Plain-language definitions for data-buying terms: MAID, HEM, POI, ACR, match rate, clean rooms, sensitive locations, alternative data, and pilots.
Buyer terminology
Plain-language definitions for procurement, legal, and data science teams licensing commercial data feeds.
MAID (Mobile Advertising ID)
A device-level identifier used in mobile advertising. Buyers use MAIDs to onboard audiences, measure exposure, and join CTV or mobility outcomes when contract terms allow. Related: MAID feed.
HEM (Hashed Email)
A one-way hashed representation of an email address, commonly SHA-256. HEMs are a primary join key between CRM files and identity graphs. Related: Identity graph.
POI (Point of Interest)
A real-world place with geographic footprint, category, and business metadata. Polygon-primary POI is the standard for accurate geofencing and foot-traffic measurement. Related: POI data.
ACR (Automatic Content Recognition)
Technology that detects what content aired on a smart TV. ACR logs power CTV reach, frequency, and exposure-to-outcome measurement when joined to identity or outcomes. Related: CTV / ACR hub.
Match rate
The share of records in your seed file that join to a vendor feed on agreed keys. Match rate should be measured on your own data, segmented by geography and cohort. Related: Pilot process.
Refresh cadence
How often a feed is updated (daily, weekly, monthly). Procurement should align refresh SLAs to activation and measurement windows so decay does not dominate results.
Device graph decay
The rate at which identity linkages go stale as devices churn or emails change. last_seen fields and change-delta files help filter stale edges in warehouse merges. Related: Device graph decay resource.
Clean room
A governed environment where parties join datasets without exposing raw identifiers. Used for pre-license match tests and post-activation measurement with aggregation floors. Related: Clean room measurement.
Permitted use
Contract-defined allowed purposes for a dataset (activation, measurement, research, risk). Exceeding permitted use is a compliance failure independent of technical access. Related: Sourcing methodology.
Sensitive location category
Places such as healthcare facilities, schools, or places of worship that many mobility programs exclude. Buyers should confirm exclusion lists in delivery manifests. Related: Privacy & compliance hub.
Data broker (U.S. state law)
A business that collects and sells personal information about consumers with whom it has no direct relationship. Several states require registration and public disclosures. Related: Broker registrations.
CCPA / CPRA
California privacy laws granting consumers rights to know, delete, and opt out of sale/sharing. Enterprise licenses should define how opt-outs propagate through production feeds. Related: Privacy policy.
Alternative data
Non-traditional datasets used in finance and strategy, such as clickstream, mobility, or CPG panels mapped to tickers or brands. Leakage controls and latency matter for trading use cases. Related: Alternative data hub.
Snowflake secure share
A Snowflake delivery pattern where GSDSI shares a dataset into the buyer account without copying files manually. Common for enterprise warehouse-first buyers. Related: Developers.
Matched-sample pilot
A scoped evaluation where the vendor delivers a sample joined to the buyer seed so match rate, freshness, and schema can be validated before production licensing. Related: Pilot process.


# AIM OF THE TASK:
Your answer should consist of each line below that contains the string "item".

# DATA FOR THIS TASK:
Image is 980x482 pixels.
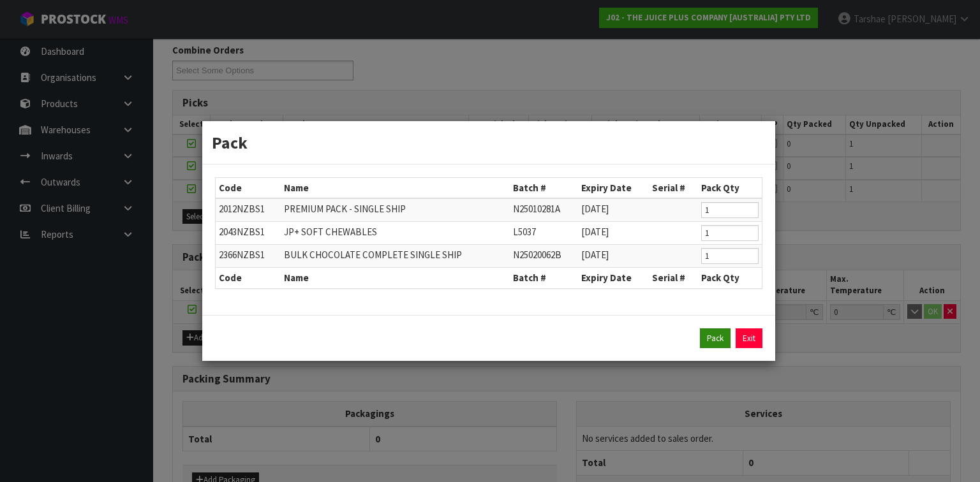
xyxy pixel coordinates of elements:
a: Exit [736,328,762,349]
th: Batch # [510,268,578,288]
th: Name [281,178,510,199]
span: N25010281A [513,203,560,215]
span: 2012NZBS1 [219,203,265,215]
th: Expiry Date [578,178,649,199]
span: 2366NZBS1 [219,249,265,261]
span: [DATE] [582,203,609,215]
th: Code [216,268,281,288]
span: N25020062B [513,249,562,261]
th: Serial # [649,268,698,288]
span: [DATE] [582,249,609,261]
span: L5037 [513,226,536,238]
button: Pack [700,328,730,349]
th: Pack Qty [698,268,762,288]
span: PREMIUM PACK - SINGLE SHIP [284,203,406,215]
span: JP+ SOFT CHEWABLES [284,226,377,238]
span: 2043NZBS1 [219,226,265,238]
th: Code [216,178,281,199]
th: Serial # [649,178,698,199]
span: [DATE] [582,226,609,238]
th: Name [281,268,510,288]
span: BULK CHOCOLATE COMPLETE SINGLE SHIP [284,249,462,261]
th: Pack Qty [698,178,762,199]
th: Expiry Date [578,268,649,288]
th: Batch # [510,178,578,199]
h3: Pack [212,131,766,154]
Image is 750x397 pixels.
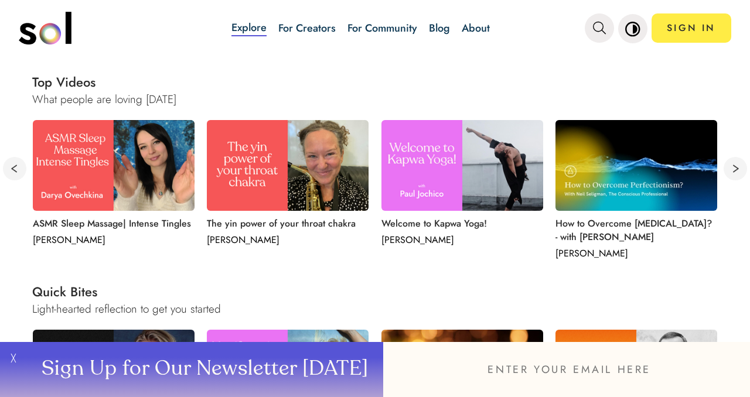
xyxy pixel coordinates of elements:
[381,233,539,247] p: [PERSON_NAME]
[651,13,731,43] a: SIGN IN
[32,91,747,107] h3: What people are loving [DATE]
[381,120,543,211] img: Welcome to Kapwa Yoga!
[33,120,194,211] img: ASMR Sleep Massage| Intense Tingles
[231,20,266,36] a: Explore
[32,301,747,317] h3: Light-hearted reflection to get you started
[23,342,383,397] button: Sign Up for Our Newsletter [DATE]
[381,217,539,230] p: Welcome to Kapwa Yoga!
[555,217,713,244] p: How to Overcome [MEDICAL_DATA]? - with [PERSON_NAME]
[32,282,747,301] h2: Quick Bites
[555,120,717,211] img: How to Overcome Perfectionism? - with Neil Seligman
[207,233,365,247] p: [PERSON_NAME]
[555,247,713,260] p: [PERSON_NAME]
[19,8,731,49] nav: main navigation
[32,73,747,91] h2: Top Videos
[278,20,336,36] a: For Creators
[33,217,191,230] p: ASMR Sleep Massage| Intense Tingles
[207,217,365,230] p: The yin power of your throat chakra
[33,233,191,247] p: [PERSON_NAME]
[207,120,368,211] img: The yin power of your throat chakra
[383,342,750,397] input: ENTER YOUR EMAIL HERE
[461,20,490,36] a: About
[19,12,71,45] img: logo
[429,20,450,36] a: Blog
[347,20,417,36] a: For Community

...

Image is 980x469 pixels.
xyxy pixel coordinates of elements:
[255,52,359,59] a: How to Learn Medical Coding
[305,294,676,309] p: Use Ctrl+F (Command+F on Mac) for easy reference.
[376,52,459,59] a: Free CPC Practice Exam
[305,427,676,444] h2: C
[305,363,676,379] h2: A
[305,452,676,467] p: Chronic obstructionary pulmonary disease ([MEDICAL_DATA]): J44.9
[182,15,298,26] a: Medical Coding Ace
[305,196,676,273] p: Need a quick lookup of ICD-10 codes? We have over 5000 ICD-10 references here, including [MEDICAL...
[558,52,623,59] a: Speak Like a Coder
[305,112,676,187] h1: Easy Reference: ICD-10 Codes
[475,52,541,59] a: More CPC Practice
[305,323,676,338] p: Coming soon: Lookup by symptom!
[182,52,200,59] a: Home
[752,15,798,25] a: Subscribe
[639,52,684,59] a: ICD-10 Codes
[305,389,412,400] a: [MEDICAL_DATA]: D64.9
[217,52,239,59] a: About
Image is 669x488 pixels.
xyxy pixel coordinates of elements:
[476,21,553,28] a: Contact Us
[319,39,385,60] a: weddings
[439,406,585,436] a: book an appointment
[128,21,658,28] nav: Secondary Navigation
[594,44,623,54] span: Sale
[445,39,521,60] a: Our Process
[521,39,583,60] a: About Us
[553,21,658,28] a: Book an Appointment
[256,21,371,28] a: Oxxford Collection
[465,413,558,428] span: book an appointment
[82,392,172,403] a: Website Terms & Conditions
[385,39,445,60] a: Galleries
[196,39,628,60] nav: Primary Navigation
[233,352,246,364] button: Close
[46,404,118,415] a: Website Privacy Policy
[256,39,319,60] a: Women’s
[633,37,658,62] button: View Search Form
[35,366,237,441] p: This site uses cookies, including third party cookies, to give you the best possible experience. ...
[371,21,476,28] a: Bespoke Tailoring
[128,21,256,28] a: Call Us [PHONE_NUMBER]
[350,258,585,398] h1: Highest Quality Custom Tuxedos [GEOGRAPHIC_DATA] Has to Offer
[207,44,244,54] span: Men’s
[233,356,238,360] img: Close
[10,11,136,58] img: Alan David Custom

==

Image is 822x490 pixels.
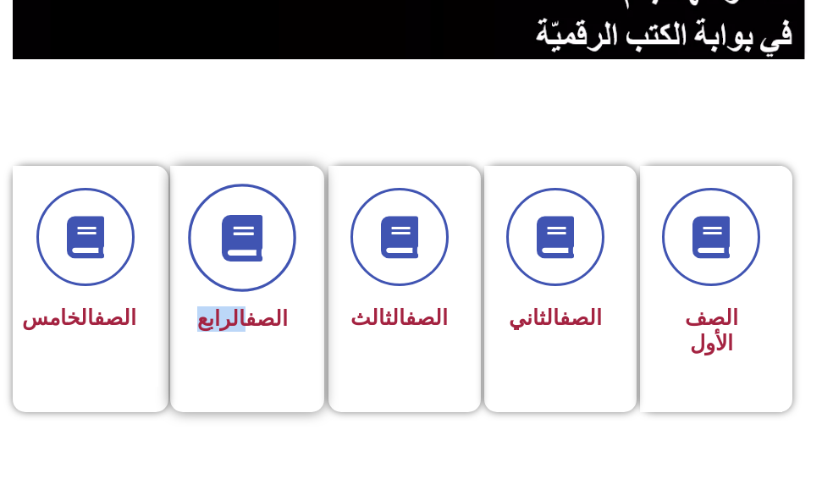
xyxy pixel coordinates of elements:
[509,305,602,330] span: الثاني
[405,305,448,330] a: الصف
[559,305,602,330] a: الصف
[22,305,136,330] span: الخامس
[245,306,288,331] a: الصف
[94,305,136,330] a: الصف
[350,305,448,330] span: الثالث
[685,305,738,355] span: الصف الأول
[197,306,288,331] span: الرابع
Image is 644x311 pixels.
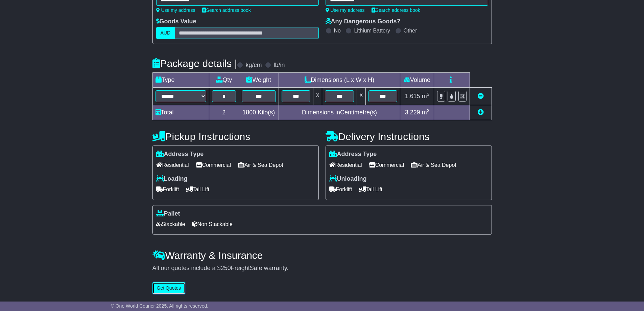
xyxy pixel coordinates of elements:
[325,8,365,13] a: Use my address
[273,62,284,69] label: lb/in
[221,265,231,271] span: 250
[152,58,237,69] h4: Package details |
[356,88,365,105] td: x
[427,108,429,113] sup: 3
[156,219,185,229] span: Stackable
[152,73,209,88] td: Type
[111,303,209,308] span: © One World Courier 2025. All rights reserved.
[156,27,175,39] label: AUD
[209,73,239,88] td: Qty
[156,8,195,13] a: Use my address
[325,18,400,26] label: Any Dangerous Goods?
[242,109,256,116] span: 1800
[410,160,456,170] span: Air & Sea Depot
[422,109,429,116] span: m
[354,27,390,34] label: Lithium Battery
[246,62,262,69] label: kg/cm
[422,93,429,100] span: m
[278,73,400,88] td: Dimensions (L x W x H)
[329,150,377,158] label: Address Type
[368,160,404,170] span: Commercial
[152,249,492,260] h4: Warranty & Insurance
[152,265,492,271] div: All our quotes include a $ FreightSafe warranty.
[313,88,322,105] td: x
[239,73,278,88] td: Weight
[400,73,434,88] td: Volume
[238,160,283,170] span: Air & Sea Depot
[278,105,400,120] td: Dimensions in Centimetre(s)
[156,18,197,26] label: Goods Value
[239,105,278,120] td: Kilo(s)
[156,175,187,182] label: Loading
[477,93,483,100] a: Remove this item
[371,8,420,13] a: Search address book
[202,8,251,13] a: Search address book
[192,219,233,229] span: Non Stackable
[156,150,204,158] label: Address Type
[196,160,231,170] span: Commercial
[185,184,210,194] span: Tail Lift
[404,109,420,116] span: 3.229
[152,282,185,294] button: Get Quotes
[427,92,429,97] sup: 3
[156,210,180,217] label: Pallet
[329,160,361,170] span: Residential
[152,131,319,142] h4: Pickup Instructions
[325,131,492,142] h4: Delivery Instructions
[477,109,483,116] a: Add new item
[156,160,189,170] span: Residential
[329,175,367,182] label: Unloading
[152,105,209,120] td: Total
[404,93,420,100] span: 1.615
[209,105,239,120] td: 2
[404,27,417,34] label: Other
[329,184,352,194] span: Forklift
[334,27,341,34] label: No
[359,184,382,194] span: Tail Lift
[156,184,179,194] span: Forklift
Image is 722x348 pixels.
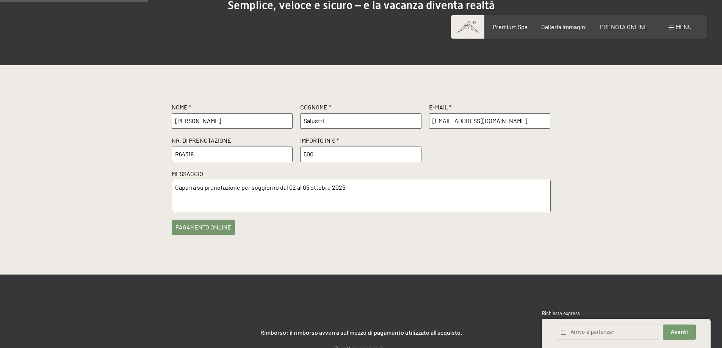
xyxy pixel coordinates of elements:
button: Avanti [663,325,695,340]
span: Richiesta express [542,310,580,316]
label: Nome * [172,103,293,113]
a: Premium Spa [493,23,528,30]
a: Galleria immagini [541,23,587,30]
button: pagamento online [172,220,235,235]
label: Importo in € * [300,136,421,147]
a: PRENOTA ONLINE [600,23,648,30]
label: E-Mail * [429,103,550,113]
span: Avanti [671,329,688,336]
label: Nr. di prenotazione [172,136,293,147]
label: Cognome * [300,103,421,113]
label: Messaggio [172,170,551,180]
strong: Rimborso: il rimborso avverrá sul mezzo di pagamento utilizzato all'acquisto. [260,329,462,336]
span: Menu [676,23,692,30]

# EXERCISE ANSWER:
[477,93,483,100] a: Remove this item
[477,109,483,116] a: Add new item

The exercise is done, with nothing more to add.